Methodology

Simulation design, skill profiles, and statistical rigor

Game Engine

The simulation is built around a DartsCricketGame class that enforces all standard Cricket rules:

Skill Profiles

Frongello’s original study used a simplified accuracy model. We extend this with probabilistic skill profiles based on real darts performance data.

How throws resolve: When a strategy aims for a target with a specific hit type (e.g., triple 20), the actual outcome is determined by the player’s skill profile. One random draw determines what actually happens — there’s no separate “hit or miss” step.

Three base profiles:

Pro Profile (MPR ~5.6)

Aimed Type Triple Double Single Miss
Triple 41% 20% 25% 14%
Double 40% 35% 25%
Single 96% 4%

Good Profile (MPR ~4.9)

Aimed Type Triple Double Single Miss
Triple 30% 22% 30% 18%
Double 30% 40% 30%
Single 90% 10%

Amateur Profile (MPR ~3.6)

Aimed Type Triple Double Single Miss
Triple 15% 20% 35% 30%
Double 20% 40% 40%
Single 80% 20%

MPR (Marks Per Round) Analysis

MPR is the standard metric for dart player skill. It measures how many marks a player earns per round (3 darts) when aiming at triples.

Formula: MPR = 3 × (T×3 + D×2 + S×1 + M×0)

Where T, D, S, M are the probability of hitting triple, double, single, or missing when aiming for a triple.

Expected MPR by profile

Profile Triple% Formula MPR
Pro 41% T, 20% D, 25% S 3 × (0.41×3 + 0.20×2 + 0.25×1) 5.64
Good 30% T, 22% D, 30% S 3 × (0.30×3 + 0.22×2 + 0.30×1) 4.92
Amateur 15% T, 20% D, 35% S 3 × (0.15×3 + 0.20×2 + 0.35×1) 3.60

Synthetic Profiles for the Full MPR Spectrum

To test strategies across a wide range of skill levels, we generate synthetic profiles by uniformly scaling all hit probabilities from the nearest base profile.

Scaling method: For a target MPR, find the closest base profile, compute the scale factor = target_MPR / base_MPR, then multiply ALL non-miss probabilities by this factor. The freed probability mass goes to “miss.”

11 MPR levels tested: 0.8, 1.0, 1.2, 1.5, 2.0, 2.5, 3.0, 3.6, 4.0, 4.9, 5.6

This gives a smooth progression from near-random play (MPR 0.8, ~73% miss rate) to professional level (MPR 5.6, ~14% miss rate).

Tournament Design

Statistical Considerations

Sample size: 20,000 games per matchup gives a standard error of ~0.35% for a 50% win rate (√(0.5×0.5/20000) ≈ 0.0035). A 2% difference is statistically significant at p < 0.001.

First-player advantage: Mitigated by alternating who throws first. In even-numbered games, player B goes first. This ensures neither strategy has a systematic advantage from turn order.

Maximum turns: Games are capped at 200 turns to prevent infinite loops with degenerate strategy pairs. In practice, pro-level games average ~17 turns and amateur-level (MPR 3.6) games ~22 turns. Even at MPR 0.8, games average ~82 turns — well below the limit.

Deterministic strategies: All strategy bots are deterministic given the game state. The only randomness comes from the skill profile’s throw resolution. This means results are fully reproducible given the same random seed.

Comparison with Frongello

Aspect Frongello (2018) This Study
Strategies 17 (S1–S17) 22 (S1–S17, E1–E4, PS)
Skill model Simplified accuracy model Probabilistic (11 levels)
Games per matchup Not specified 20,000
Skill levels 1 (perfect) 11 (MPR 0.8–5.6)
Key finding S2 optimal PS beats S2
Chase conclusion Never chase Confirmed
Extra darts No effect Small effect at high skill

Limitations

References

  1. Frongello, M. (2018). “Optimal Strategy in Darts Cricket.” UNLV Theses, Dissertations, Professional Papers, and Capstones. 3464.
  2. Tibshirani, R. J., Price, A., & Taylor, J. (2011). “A statistician plays darts.” Journal of the Royal Statistical Society: Series A, 174(1), 213–226.
  3. Haugh, M. B., & Wang, C. (2022). “Play Like the Pros? Solving the Game of Darts as a Dynamic Zero-Sum Game.” INFORMS Journal on Computing.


- **PROBLEM DETAILS**
In full and word for word, copy the listing; no pictures belong in the copy.

- **SOURCE DATA**
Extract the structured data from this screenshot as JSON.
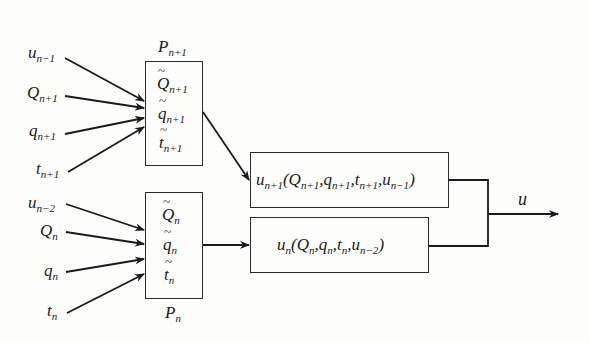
{
  "diagram": {
    "inputs_upper": [
      {
        "base": "u",
        "sub": "n−1"
      },
      {
        "base": "Q",
        "sub": "n+1"
      },
      {
        "base": "q",
        "sub": "n+1"
      },
      {
        "base": "t",
        "sub": "n+1"
      }
    ],
    "inputs_lower": [
      {
        "base": "u",
        "sub": "n−2"
      },
      {
        "base": "Q",
        "sub": "n"
      },
      {
        "base": "q",
        "sub": "n"
      },
      {
        "base": "t",
        "sub": "n"
      }
    ],
    "block_upper": {
      "label": {
        "base": "P",
        "sub": "n+1"
      },
      "items": [
        {
          "base": "Q",
          "sub": "n+1"
        },
        {
          "base": "q",
          "sub": "n+1"
        },
        {
          "base": "t",
          "sub": "n+1"
        }
      ]
    },
    "block_lower": {
      "label": {
        "base": "P",
        "sub": "n"
      },
      "items": [
        {
          "base": "Q",
          "sub": "n"
        },
        {
          "base": "q",
          "sub": "n"
        },
        {
          "base": "t",
          "sub": "n"
        }
      ]
    },
    "func_upper": {
      "u": "u",
      "u_sub": "n+1",
      "open": "(",
      "a1": "Q",
      "a1_sub": "n+1",
      "a2": "q",
      "a2_sub": "n+1",
      "a3": "t",
      "a3_sub": "n+1",
      "a4": "u",
      "a4_sub": "n−1",
      "close": ")",
      "sep": ","
    },
    "func_lower": {
      "u": "u",
      "u_sub": "n",
      "open": "(",
      "a1": "Q",
      "a1_sub": "n",
      "a2": "q",
      "a2_sub": "n",
      "a3": "t",
      "a3_sub": "n",
      "a4": "u",
      "a4_sub": "n−2",
      "close": ")",
      "sep": ","
    },
    "output": {
      "label": "u"
    }
  }
}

- **ANSWER BOX**
Extract the structured data from this screenshot as JSON.
{
  "diagram": {
    "inputs_upper": [
      {
        "base": "u",
        "sub": "n−1"
      },
      {
        "base": "Q",
        "sub": "n+1"
      },
      {
        "base": "q",
        "sub": "n+1"
      },
      {
        "base": "t",
        "sub": "n+1"
      }
    ],
    "inputs_lower": [
      {
        "base": "u",
        "sub": "n−2"
      },
      {
        "base": "Q",
        "sub": "n"
      },
      {
        "base": "q",
        "sub": "n"
      },
      {
        "base": "t",
        "sub": "n"
      }
    ],
    "block_upper": {
      "label": {
        "base": "P",
        "sub": "n+1"
      },
      "items": [
        {
          "base": "Q",
          "sub": "n+1"
        },
        {
          "base": "q",
          "sub": "n+1"
        },
        {
          "base": "t",
          "sub": "n+1"
        }
      ]
    },
    "block_lower": {
      "label": {
        "base": "P",
        "sub": "n"
      },
      "items": [
        {
          "base": "Q",
          "sub": "n"
        },
        {
          "base": "q",
          "sub": "n"
        },
        {
          "base": "t",
          "sub": "n"
        }
      ]
    },
    "func_upper": {
      "u": "u",
      "u_sub": "n+1",
      "open": "(",
      "a1": "Q",
      "a1_sub": "n+1",
      "a2": "q",
      "a2_sub": "n+1",
      "a3": "t",
      "a3_sub": "n+1",
      "a4": "u",
      "a4_sub": "n−1",
      "close": ")",
      "sep": ","
    },
    "func_lower": {
      "u": "u",
      "u_sub": "n",
      "open": "(",
      "a1": "Q",
      "a1_sub": "n",
      "a2": "q",
      "a2_sub": "n",
      "a3": "t",
      "a3_sub": "n",
      "a4": "u",
      "a4_sub": "n−2",
      "close": ")",
      "sep": ","
    },
    "output": {
      "label": "u"
    }
  }
}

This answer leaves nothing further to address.